As I helped him out of the doctor's office and into the car, I wondered what was next in the weekly routine.  Even when he was ill, my father was always all about a consistent schedule of events.  I asked him what happens next.

"Well, we usually go get something to eat."

Where?

"White Castle."

I was perplexed.  There wasn't one nearby in Mount Vernon.

"No, we go to the one down on Allerton.  Where we used to go."

Oh.  All the way down there, I thought.

Yes, all the way down.  And I shouldn't have questioned it for a single moment.

My father and I sat one more time in that parking lot.  The car hops were gone, but I brought the food out of the restaurant.  And we chomped down on five or six sliders as if the years had morphed all together into a single second.

I didn't know it that day, but it would be the very last meal I would share with my father.  Indeed, it was also the very last good memory I would keep of him.

When I went back to work after his death several months later, my friends in the office walked in and said they wanted to do something for me.  They brought in a wrapped frame.  It contained a colored sketch of one of the first White Castle restaurants.  I had obviously mentioned the significance at some point.

An odd way to commemorate my father?  Really it was the only and...best way.

Dinner last night:  BLT Sandwich at Blue Plate.

7 comments:

Anonymous said...

I remember that picture but never knew the story behind it.

Ironically, my father also connects to White Castle. When he remarried, their apartment was a block away from the White Castle on Fordham Road. Sunday dinner from White Castle was a treat.

Puck said...

There must be something about fathers and White Castle. I used to get a birthday present of a trip to a doubleheader every summer; it was always capped by a trip to White Castle -- there were none at home in Northern Westchester.

Fast-forward 35 years; we went to a football game in 2006. The pre-game meal: What else? White Castle.

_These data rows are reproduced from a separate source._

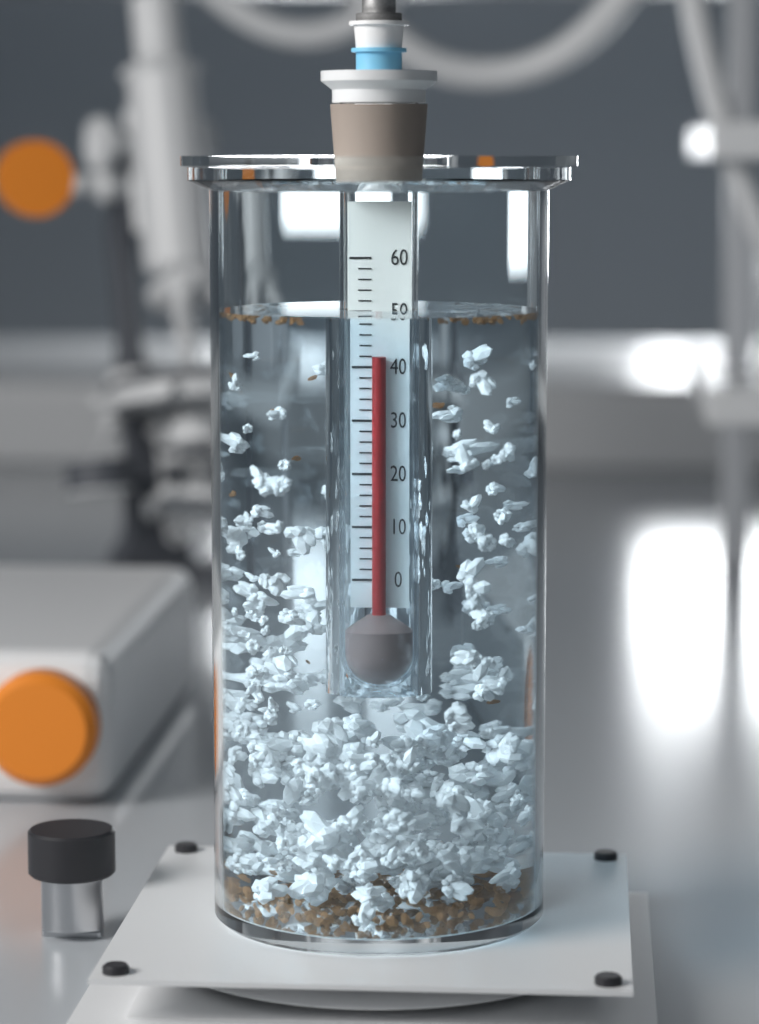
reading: 42 (no unit)
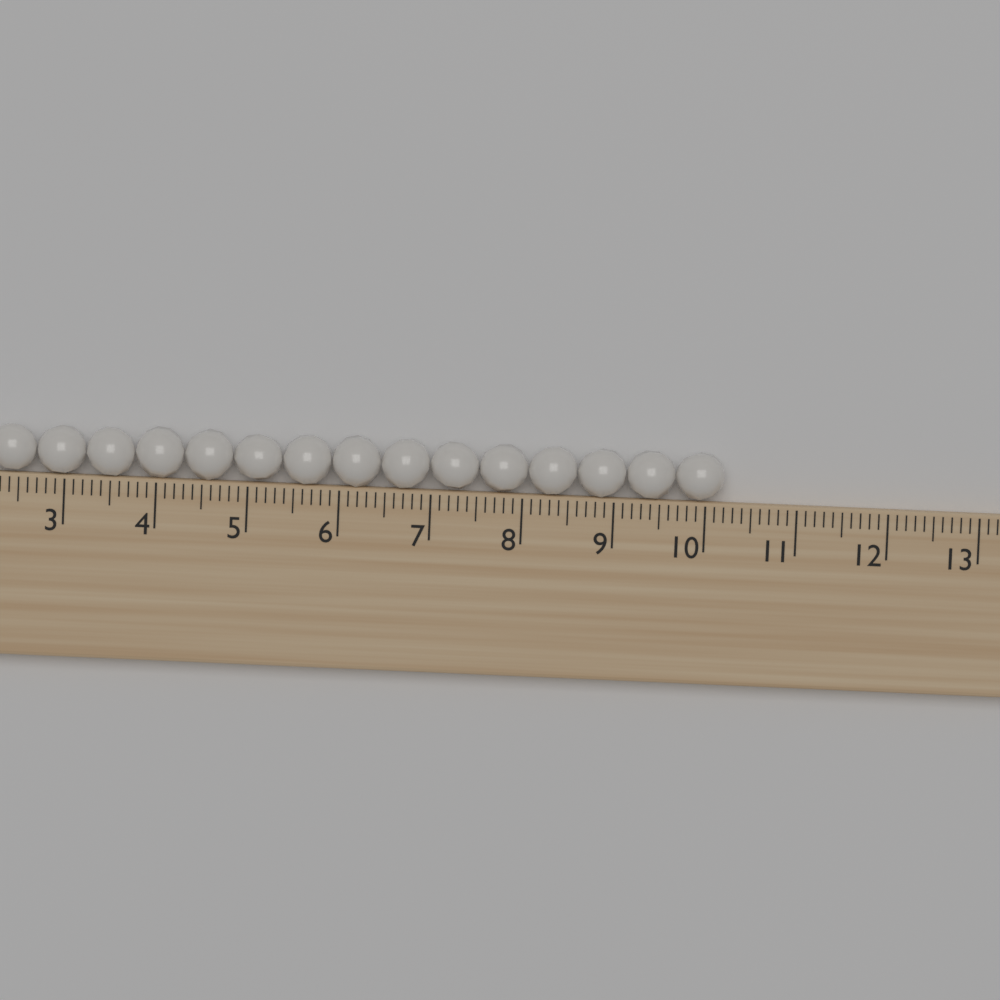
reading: 10.2 (no unit)
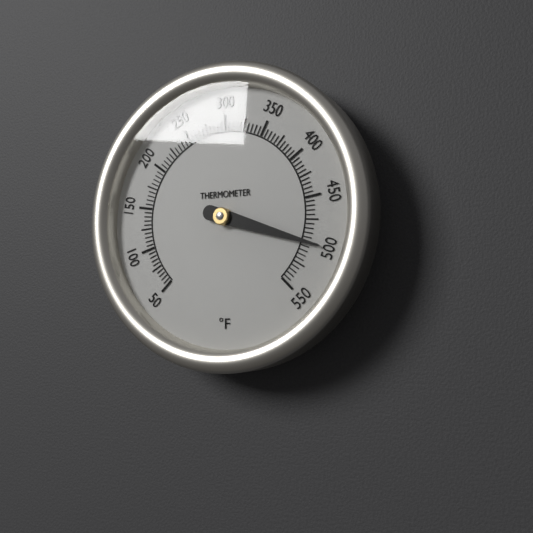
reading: 500 °F
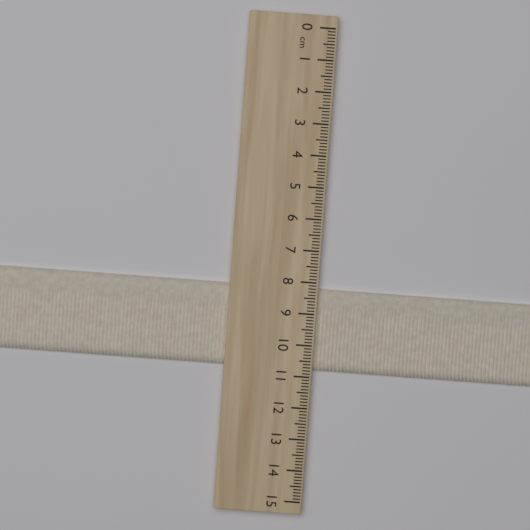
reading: 10.8 cm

It's great that you have a memory like that of your dad.

Anonymous said...

The White Castle/Dad Connection. You've stumbled onto something.

Anonymous said...

RIP Leslie Nielsen.

Anonymous said...

Great stoty

Anonymous said...

The original was torn down and a larger new one was built

Anonymous said...

lovely story. my first white castle establishment as well. as a 5yo i would stand by the glass window and watch the women assemble the burgers so quickly that i thought it was magic. i thought that the onions were rice ... because i loved me a white castle, but at age 5 i didn't think that i lived onions. still eat them now, but in nanuet. thanks for the memory.